The Opening Night Murder (A Restoration Mystery)

Written by Anne Rutherford
Review by Bethany Latham

With Charles II’s restoration, Suzanne Thornton, an entrepreneuring former prostitute, receives license to put on plays at the Globe Theatre. Through backing provided by a former lover, the Earl of Throckmorton, she renovates the theatre and seems set for success…until a body falls onto the stage in the middle of opening night.

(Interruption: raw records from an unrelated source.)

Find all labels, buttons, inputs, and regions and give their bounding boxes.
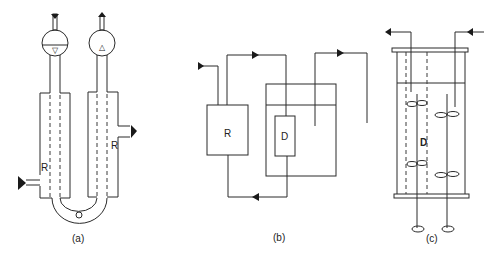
inlet-arrow-icon xyxy=(18,176,26,190)
bottom-flange xyxy=(394,194,469,198)
feed-line xyxy=(227,55,286,116)
vessel xyxy=(266,84,336,176)
inlet-line xyxy=(455,32,484,107)
left-jacket-label: R xyxy=(41,162,48,173)
flow-arrow-icon xyxy=(252,51,259,59)
caption-b: (b) xyxy=(273,232,285,243)
right-bulb-symbol: △ xyxy=(99,43,106,52)
right-jacket-label: R xyxy=(111,140,118,151)
dialyser-label: D xyxy=(281,131,288,142)
outlet-arrow-icon xyxy=(385,28,391,36)
flow-arrow-icon xyxy=(252,193,259,201)
caption-a: (a) xyxy=(72,233,84,244)
panel-a: ▽ △ R R xyxy=(18,12,137,244)
rotation-icon xyxy=(412,226,424,232)
rotation-icon xyxy=(442,226,454,232)
panel-b: R D (b) xyxy=(198,49,367,243)
sampling-port xyxy=(76,212,82,218)
caption-c: (c) xyxy=(426,233,438,244)
up-arrow-icon xyxy=(98,12,106,17)
panel-c: D (c) xyxy=(385,28,484,244)
reactor-label: R xyxy=(224,128,231,139)
inlet-arrow-icon xyxy=(467,28,473,36)
inlet-arrow-icon xyxy=(198,62,204,70)
outlet-arrow-icon xyxy=(131,125,137,138)
dialysate-line xyxy=(315,53,367,126)
figure-canvas: ▽ △ R R xyxy=(0,0,504,253)
top-flange xyxy=(392,48,468,52)
left-jacket xyxy=(40,93,70,198)
flow-arrow-icon xyxy=(337,49,344,57)
u-bend-inner xyxy=(60,198,97,211)
down-triangle-icon xyxy=(51,14,59,19)
left-bulb-symbol: ▽ xyxy=(52,46,59,55)
dialysis-zone-label: D xyxy=(420,137,427,148)
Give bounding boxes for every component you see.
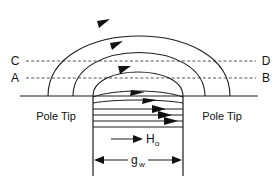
diagram-canvas: C D A B [0,0,279,178]
field-arrow-head-icon [133,135,143,143]
gap-dim-arrowhead-left [94,156,104,164]
gap-flux-arrowhead-5 [164,117,178,125]
gap-width-dimension: g w [94,153,182,169]
level-c-label: C [11,54,20,68]
level-b-label: B [262,71,270,85]
gap-flux-line-2 [93,100,183,103]
gap-symbol-label: g [131,153,138,167]
fringe-arc-middle-arrowhead [110,41,123,50]
fringe-arc-outer-arrowhead [97,19,110,28]
flying-height-level-cd: C D [11,54,271,68]
magnetic-head-gap-diagram: C D A B [0,0,279,178]
pole-tip-left-label: Pole Tip [36,110,76,122]
field-symbol-label: H [146,132,155,146]
gap-flux-arrowhead-2 [142,98,157,104]
gap-subscript-label: w [138,160,145,169]
field-subscript-label: o [155,139,160,148]
level-a-label: A [11,71,19,85]
fringe-arc-middle [73,53,205,97]
pole-tip-right-label: Pole Tip [202,110,242,122]
deep-gap-field-annotation: H o [111,132,160,148]
fringe-field-arcs [48,19,230,96]
fringe-arc-outer [48,36,230,96]
gap-dim-arrowhead-right [172,156,182,164]
level-d-label: D [262,54,271,68]
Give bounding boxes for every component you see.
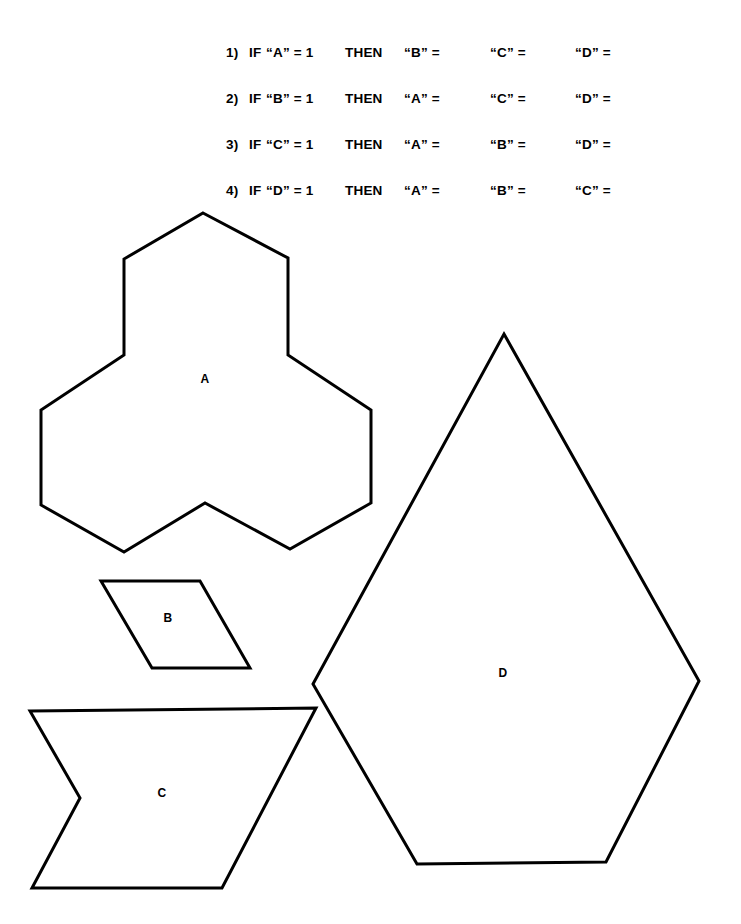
shape-label-d: D xyxy=(499,666,508,680)
shape-c-polygon[interactable] xyxy=(30,708,316,888)
shape-b-polygon[interactable] xyxy=(101,581,250,668)
shape-label-c: C xyxy=(158,786,167,800)
worksheet-page: 1) IF “A” = 1 THEN “B” = “C” = “D” = 2) … xyxy=(0,0,741,924)
figure-panel: A B C D xyxy=(0,0,741,924)
shape-label-a: A xyxy=(201,372,210,386)
shape-label-b: B xyxy=(164,611,173,625)
shapes-canvas xyxy=(0,0,741,924)
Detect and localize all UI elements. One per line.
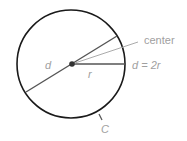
center-pointer-line [72,42,138,64]
diameter-label: d [45,59,52,71]
formula-label: d = 2r [132,59,162,71]
radius-label: r [88,68,93,80]
center-dot [69,61,75,67]
circumference-tick [99,114,102,120]
circle-diagram: d r center d = 2r C [0,0,187,141]
circumference-label: C [101,123,109,135]
center-label: center [144,34,175,46]
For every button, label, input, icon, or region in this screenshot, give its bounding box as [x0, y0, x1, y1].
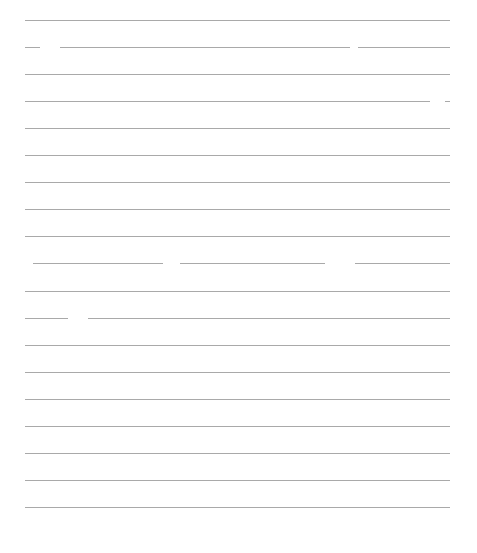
ruled-line [25, 155, 450, 156]
ruled-line [25, 399, 450, 400]
ruled-line [358, 47, 450, 48]
ruled-line [33, 263, 163, 264]
ruled-line [25, 318, 68, 319]
ruled-line [88, 318, 450, 319]
ruled-line [25, 345, 450, 346]
ruled-line [25, 47, 40, 48]
ruled-line [25, 209, 450, 210]
ruled-line [25, 453, 450, 454]
ruled-line [25, 182, 450, 183]
ruled-line [445, 101, 450, 102]
ruled-line [25, 507, 450, 508]
ruled-line [25, 101, 430, 102]
ruled-line [60, 47, 350, 48]
ruled-line [180, 263, 325, 264]
ruled-line [25, 20, 450, 21]
ruled-line [25, 426, 450, 427]
ruled-line [25, 128, 450, 129]
ruled-line [25, 236, 450, 237]
ruled-line [25, 372, 450, 373]
ruled-line [25, 291, 450, 292]
ruled-line [355, 263, 450, 264]
ruled-line [25, 74, 450, 75]
ruled-line [25, 480, 450, 481]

Rutherford admits major license (the Globe was long-destroyed by the time this novel is set), but she does a competent job with the atmosphere of Restoration London and her representation of Suzanne’s plight (a woman without family connections or protector). However, the prose is unpolished, and as a mystery, this novel falls flat. The murder doesn’t figure until the last third; the focus is entirely Suzanne’s personal life: her relationship with her former lover and her (and also his) son. This could also work, were it not for the fact that Throckmorton is supremely selfish; his callousness makes him completely unsympathetic. Suzanne’s constant attempts to forgive and depend on him as he continually disappoints are nerve-wracking in the extreme. The book’s ending hints that he’ll feature in the next offering in this series; one hopes that novel will stick more to a murder mystery plotline and leave Throckmorton waiting in the wings.